Jim O
2010-04-21
I have returned to C++ after more than a 10 year absence and am using ccpunit for the first time. I have been trying to set up a test environment by following CppUnit - The Unit Testing Library document, and it does not appear that setup is called in TextFixture. Here is my code, first the file qsotest.h, then the file containing main:
#include "qso.h" class QsoTest : public CppUnit::TestFixture { Qso *q; public: void setup() { q = new Qso(); } void tearDown() { delete q; } void testAddField() { // q = new Qso(); q->addField("call", "VA3HJ"); CPPUNIT_ASSERT(q->at("call") == "VA3HJ"); // delete q; } static CppUnit::Test *suite() { CppUnit::TestSuite *suiteOfTests = new CppUnit::TestSuite("QsoTestSuite"); suiteOfTests->addTest(new CppUnit::TestCaller<QsoTest>( "testAddField", &QsoTest::testAddField)); return suiteOfTests; } }; #endif // QSOTEST_H #include <TestRunner.h> #include "qsotest.h" int main(int argc, char **argv) { CppUnit::TextUi::TestRunner runner; runner.addTest( QsoTest::suite()); runner.run(); return 0; }
When I compile and link, then execute, I get a Segmentation fault in testAddField because q is 0. If I comment out the code in setup and teardown, and uncomment the two lines in testAddField, the program executes and I get the result I expect.
Am I missing something? I compile and link using g++ on a system running openSuSE 11.2, using whatever version of software that is in the OpenSuSE repositories.
Otroson
2010-04-22
Try to change "void setup()" na "void setUp()".
C++ is case sensitive…
Jim O
2010-04-22
Thanks. I thought it had to be something simple; I don't know why I missed that.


• **Your goal**
Your task is to find every line of the data that holds the string "rect" and copy it.

Excerpts from a figure dataset

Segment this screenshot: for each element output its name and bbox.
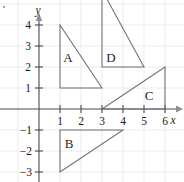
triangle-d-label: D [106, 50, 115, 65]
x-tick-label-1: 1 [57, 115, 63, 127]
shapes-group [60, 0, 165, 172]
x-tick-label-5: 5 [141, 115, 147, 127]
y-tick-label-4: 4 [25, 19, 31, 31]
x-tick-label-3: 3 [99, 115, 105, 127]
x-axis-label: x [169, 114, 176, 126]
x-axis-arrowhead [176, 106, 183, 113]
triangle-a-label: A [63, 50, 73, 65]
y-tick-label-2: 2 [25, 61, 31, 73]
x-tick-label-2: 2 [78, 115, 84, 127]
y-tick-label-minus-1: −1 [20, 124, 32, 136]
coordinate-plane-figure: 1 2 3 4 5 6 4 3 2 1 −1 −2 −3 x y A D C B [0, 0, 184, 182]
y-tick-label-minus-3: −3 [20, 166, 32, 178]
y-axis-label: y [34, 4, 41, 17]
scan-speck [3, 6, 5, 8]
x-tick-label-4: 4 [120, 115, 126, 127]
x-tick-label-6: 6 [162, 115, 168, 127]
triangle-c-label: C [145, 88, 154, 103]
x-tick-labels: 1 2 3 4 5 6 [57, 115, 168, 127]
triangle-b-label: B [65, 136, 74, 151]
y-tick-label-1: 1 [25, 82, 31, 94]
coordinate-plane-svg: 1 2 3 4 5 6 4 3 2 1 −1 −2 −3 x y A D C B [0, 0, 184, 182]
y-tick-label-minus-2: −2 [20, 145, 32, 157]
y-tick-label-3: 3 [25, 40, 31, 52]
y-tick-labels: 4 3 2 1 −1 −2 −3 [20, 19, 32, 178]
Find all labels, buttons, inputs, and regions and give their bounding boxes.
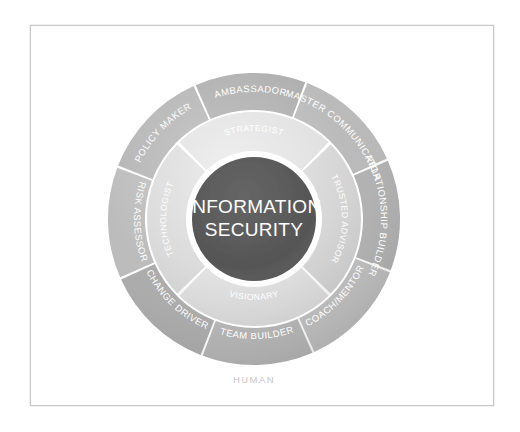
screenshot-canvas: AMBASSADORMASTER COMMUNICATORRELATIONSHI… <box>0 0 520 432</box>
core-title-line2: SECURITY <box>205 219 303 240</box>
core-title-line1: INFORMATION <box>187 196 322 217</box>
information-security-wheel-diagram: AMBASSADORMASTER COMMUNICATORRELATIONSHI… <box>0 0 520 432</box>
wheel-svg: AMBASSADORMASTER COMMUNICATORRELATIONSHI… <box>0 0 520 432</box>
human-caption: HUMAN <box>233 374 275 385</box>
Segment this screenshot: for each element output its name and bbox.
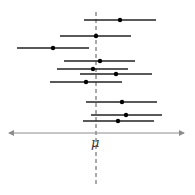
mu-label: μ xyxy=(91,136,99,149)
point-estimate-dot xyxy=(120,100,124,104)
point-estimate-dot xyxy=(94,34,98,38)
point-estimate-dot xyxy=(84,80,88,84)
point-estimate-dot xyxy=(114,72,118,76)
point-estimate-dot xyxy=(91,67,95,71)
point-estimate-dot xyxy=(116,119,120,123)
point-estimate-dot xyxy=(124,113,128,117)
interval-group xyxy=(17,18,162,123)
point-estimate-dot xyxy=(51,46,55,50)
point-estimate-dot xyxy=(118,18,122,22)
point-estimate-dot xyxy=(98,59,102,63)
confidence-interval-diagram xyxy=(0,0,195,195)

---

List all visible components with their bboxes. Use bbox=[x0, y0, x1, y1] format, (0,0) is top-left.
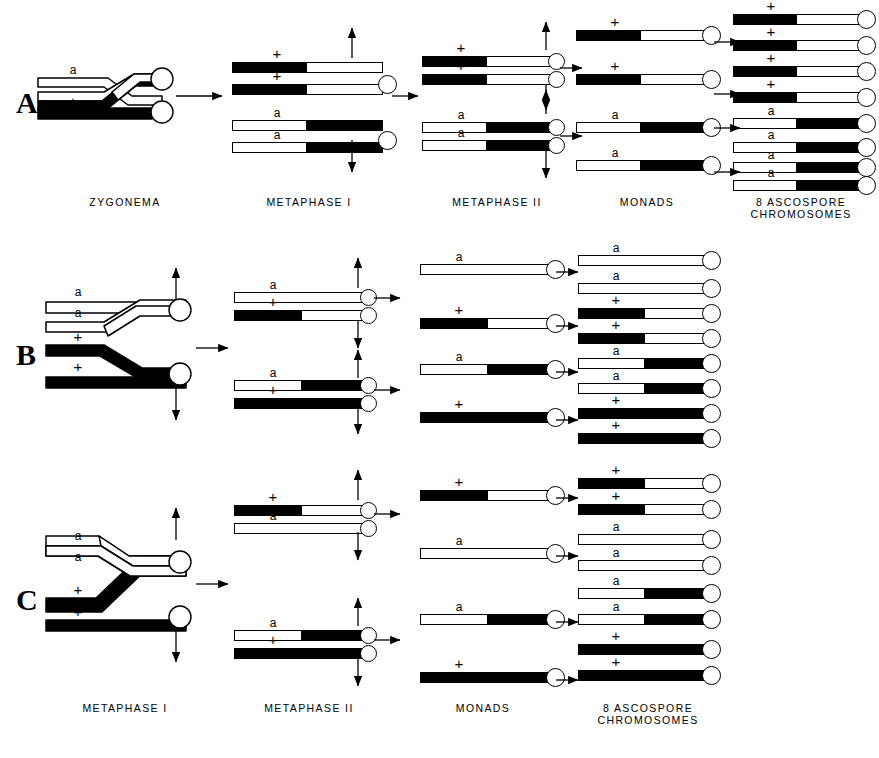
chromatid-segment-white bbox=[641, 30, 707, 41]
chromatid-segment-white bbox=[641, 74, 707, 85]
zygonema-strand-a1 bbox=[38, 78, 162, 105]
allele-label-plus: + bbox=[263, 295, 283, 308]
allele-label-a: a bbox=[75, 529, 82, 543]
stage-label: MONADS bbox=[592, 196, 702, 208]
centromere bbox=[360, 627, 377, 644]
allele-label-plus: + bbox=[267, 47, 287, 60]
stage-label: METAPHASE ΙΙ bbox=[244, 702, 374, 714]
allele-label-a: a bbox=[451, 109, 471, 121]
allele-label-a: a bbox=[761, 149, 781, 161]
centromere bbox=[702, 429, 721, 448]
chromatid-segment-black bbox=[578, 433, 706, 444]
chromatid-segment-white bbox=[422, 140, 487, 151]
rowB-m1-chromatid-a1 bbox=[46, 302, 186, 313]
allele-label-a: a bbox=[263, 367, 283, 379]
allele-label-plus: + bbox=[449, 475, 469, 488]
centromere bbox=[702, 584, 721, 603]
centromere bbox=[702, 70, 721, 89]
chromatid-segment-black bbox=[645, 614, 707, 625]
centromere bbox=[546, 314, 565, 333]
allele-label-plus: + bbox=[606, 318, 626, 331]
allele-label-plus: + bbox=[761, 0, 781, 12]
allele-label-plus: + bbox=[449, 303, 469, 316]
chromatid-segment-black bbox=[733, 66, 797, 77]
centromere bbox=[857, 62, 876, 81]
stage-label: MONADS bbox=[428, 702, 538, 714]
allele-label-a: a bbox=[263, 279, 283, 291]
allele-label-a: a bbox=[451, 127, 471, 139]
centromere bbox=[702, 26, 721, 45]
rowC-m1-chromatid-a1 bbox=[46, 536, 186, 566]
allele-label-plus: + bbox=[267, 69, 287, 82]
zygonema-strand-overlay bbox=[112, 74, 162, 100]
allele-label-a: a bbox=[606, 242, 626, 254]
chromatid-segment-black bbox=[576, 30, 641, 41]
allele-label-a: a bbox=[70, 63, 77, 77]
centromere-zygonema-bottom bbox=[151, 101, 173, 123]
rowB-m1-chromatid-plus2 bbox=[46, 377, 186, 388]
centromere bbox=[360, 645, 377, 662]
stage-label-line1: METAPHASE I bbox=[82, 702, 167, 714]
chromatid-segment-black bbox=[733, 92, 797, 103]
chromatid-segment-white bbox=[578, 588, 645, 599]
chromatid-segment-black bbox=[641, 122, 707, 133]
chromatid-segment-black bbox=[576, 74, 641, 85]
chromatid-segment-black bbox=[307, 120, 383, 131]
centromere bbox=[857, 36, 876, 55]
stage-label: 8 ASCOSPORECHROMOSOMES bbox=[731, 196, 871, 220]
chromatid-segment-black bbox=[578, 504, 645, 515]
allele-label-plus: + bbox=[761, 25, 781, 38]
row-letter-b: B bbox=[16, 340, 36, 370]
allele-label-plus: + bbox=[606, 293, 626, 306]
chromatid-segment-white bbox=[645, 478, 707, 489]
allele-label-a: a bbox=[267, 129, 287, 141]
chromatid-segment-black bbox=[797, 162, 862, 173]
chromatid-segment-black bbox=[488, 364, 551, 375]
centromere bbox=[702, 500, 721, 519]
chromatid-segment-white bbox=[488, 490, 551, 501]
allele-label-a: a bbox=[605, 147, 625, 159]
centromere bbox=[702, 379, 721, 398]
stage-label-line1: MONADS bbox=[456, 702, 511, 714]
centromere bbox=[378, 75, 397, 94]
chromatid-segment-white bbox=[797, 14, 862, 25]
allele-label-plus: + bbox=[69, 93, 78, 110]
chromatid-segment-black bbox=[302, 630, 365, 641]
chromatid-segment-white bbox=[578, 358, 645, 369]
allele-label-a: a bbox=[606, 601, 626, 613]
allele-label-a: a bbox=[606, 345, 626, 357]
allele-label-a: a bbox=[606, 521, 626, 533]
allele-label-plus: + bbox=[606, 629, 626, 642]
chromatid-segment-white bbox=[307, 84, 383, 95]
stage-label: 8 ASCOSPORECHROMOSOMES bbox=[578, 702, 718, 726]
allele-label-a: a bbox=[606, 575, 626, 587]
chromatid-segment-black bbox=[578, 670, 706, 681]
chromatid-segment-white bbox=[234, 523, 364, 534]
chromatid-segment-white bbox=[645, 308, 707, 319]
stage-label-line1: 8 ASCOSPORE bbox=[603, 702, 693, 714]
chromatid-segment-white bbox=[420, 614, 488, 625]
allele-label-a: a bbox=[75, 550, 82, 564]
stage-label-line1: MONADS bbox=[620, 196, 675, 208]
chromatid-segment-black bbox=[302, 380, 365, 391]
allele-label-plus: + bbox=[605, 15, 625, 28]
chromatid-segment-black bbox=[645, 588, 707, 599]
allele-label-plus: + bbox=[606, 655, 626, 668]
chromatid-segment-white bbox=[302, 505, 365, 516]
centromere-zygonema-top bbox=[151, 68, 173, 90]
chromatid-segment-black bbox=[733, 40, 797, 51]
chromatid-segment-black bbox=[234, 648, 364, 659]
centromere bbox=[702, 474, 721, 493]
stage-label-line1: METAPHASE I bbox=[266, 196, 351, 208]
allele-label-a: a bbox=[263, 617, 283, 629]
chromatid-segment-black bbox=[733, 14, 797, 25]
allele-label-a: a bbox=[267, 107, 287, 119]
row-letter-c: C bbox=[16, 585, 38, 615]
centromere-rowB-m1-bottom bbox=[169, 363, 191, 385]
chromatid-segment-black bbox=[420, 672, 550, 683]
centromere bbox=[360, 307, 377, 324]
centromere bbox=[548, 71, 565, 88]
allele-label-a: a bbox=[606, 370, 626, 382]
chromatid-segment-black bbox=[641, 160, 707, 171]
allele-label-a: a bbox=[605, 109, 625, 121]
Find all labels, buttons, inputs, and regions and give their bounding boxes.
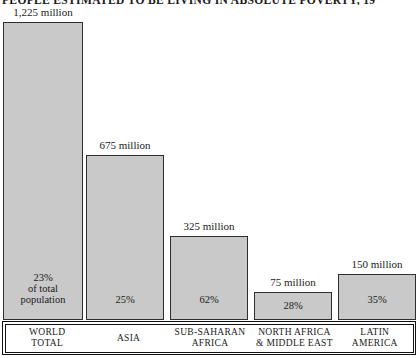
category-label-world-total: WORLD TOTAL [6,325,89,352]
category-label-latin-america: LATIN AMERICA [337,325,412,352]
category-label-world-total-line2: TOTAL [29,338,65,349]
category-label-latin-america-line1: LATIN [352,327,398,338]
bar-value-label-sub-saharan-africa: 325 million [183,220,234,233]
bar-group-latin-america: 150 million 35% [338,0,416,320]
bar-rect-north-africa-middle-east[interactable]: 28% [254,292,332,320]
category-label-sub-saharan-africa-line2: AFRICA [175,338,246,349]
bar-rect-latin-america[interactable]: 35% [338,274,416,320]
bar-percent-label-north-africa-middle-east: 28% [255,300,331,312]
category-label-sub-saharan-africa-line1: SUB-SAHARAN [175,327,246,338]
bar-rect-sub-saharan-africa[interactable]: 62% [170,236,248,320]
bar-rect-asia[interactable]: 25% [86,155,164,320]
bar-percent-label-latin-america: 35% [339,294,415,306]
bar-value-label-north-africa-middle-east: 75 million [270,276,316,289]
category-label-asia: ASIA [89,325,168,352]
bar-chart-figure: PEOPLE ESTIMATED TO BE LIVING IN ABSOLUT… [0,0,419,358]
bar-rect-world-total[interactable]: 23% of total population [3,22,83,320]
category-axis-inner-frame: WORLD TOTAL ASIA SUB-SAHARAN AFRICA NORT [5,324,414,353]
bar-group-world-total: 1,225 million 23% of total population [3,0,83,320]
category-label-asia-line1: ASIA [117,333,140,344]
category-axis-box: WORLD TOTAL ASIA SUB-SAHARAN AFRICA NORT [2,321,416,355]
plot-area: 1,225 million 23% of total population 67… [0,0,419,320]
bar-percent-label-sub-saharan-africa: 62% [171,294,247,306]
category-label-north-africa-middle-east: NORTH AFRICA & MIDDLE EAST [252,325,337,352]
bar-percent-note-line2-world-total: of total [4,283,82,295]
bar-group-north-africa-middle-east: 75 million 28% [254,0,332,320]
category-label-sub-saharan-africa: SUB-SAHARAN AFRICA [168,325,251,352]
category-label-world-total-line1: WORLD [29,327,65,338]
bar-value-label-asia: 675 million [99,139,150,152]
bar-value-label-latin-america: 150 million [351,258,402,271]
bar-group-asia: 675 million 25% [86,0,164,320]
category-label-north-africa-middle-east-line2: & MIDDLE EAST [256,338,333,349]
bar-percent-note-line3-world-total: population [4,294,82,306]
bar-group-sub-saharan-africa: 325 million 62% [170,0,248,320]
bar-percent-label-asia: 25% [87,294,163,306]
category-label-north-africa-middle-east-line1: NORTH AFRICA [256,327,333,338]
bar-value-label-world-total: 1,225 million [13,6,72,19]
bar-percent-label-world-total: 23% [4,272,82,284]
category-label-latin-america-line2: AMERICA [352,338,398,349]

• **Answer to this problem**
bar-rect-north-africa-middle-east[interactable]: 28% [254,292,332,320]
bar-rect-latin-america[interactable]: 35% [338,274,416,320]
bar-rect-sub-saharan-africa[interactable]: 62% [170,236,248,320]
bar-rect-asia[interactable]: 25% [86,155,164,320]
bar-rect-world-total[interactable]: 23% of total population [3,22,83,320]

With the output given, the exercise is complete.